With the Biden administration continuing to promote anti-people, pro-war policies against Cuba and Venezuela to Colombia and Peru, it is important for workers, anti-war activists and progressive people not to be misled by the deluge of anti-Nicaragua propaganda. 

We must be ready to take to the streets in solidarity with Nicaragua if the U.S. engineers another right-wing attack tied to the upcoming election.

Strugglelalucha256


Stop terrorist ‘no-knock’ police raids!

Louisville, Kentucky, police with a “no-knock” search warrant broke down Breonna Taylor’s door after midnight on March 13, 2020, and started shooting. Six bullets struck the 26-year-old Black woman, killing her. 

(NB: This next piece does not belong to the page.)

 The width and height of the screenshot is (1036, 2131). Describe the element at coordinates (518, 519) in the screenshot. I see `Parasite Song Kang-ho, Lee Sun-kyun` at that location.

There were no Fourth Amendment rights against illegal search and seizure for Breonna Taylor. The police didn’t even search the home of the emergency room technician who helped save lives.

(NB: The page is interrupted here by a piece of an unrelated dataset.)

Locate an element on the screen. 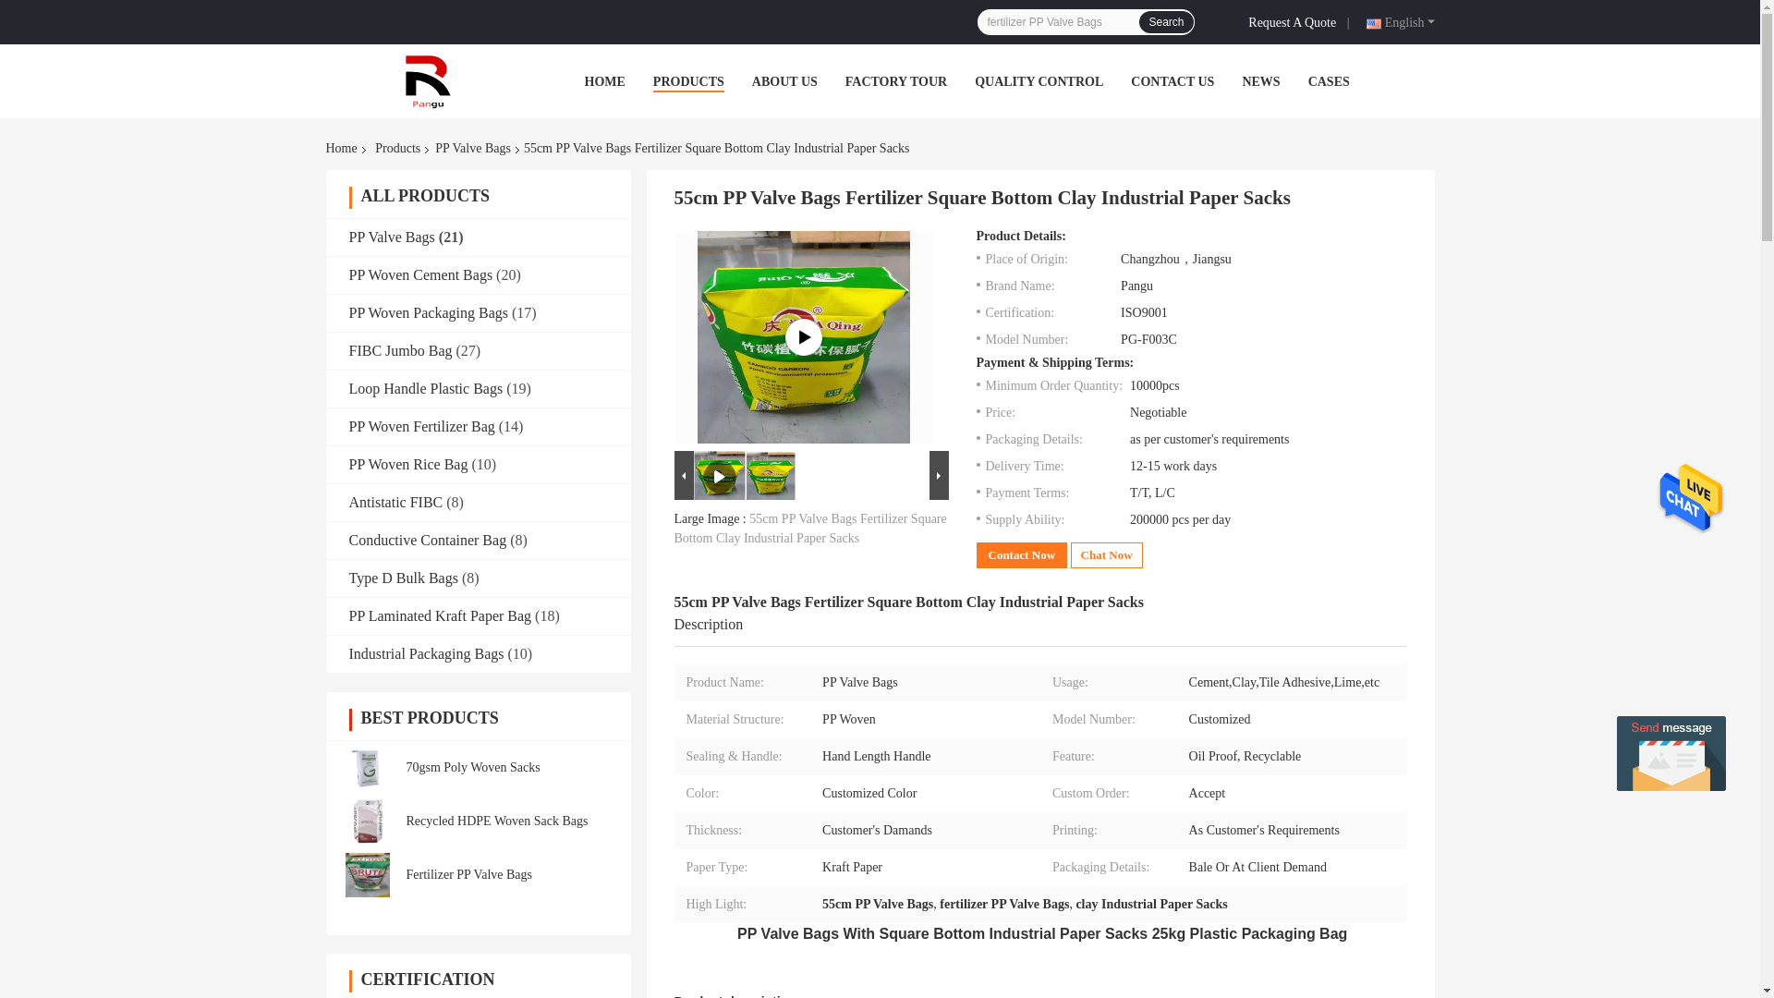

The Fourth Amendment didn’t apply to Alberta Spruill either. The 57-year-old city worker, a member of the Convent Avenue Baptist Church and AFSCME Local 1549, was looking forward to retirement. She liked to walk around her Harlem neighborhood and give candy to children.

Her life meant nothing to the dozen New York City police officers who had a no-knock warrant. At 6:10 am on May 16, 2003, they threw a flash grenade into Spruill’s apartment that stunned her. Two hours later she died of a heart attack

On Nov. 21, 2006, Atlanta police with a no-knock warrant broke down the door of 92-year-old Kathryn Johnson. The cops fired 39 shots, killing the Black senior. Johnson was handcuffed as she lay dying.

Detroit police with a no-knock warrant invaded the home of 7-year-old Aiyana Jones on May 16, 2010. The Black girl was killed by a bullet fired by cop Joseph Weekly using a MP5 submachine gun. 

An A&E network crew accompanied the cops, filming for the network’s police propaganda show, “The First 48.” Killer cop Weekly was a frequent star on cop shows. He was later cleared of all charges in the death of Aiyana Jones.

Jose Guerena was shot 22 times on May 5, 2011―Cinco de Mayo―by a SWAT team with a no-knock warrant in Tucson, Arizona. The 26-year-old father of two children and Marine Corps veteran was killed.

He was sleeping at home after working a 12-hour graveyard shift at ASARCO’s Mission copper mine. Cops prevented medics from aiding Guerena for an hour.

Rockefeller’s police state laws

All these atrocities were war crimes in the war against Black, Latinx and all oppressed people. The killing of Breonna Taylor helped inspire 26 million people to take to the streets to declare “Black Lives Matter!”

No-knock raids are like the bloody U.S. “search and destroy” missions during the Vietnam War. Or the massacre of Lakota people at Wounded Knee.

There’s never been a no-knock raid against the banksters who stole over 7.8 million homes from families through foreclosure proceedings.

It was New York Gov. Nelson Rockefeller who first demanded no-knock raids, which had been illegal. Rockefeller signed these laws that also authorized “stop and frisk” by police on March 3, 1964. Similar laws spread across the U.S.

Rockefeller’s family is Big Oil. It controls ExxonMobil and Chevron. Nelson’s brother David was head of the Chase Manhattan Bank, now JPMorgan Chase, with $3.68 trillion in assets.

Fifty years before Nelson Rockefeller signed the no-knock bills, his family had striking coal miners and their families in Ludlow, Colorado., killed with machine guns on April 20, 1914. Seven years after no-knock, Gov. Rockefeller ordered the Attica prison inmates slaughtered on Sept. 13, 1971.

There was immediate resistance to Rockefeller’s police state legislation. Hundreds of people came to a Harlem rally on March 7, 1964, to protest. Among the speakers was Jesse Gray, who led a rent strike in Harlem. 

Because of the Black Lives Matter movement, 28 states and 20 cities have passed restrictions on no-knock raids since the murder of Breonna Taylor. They should be abolished altogether.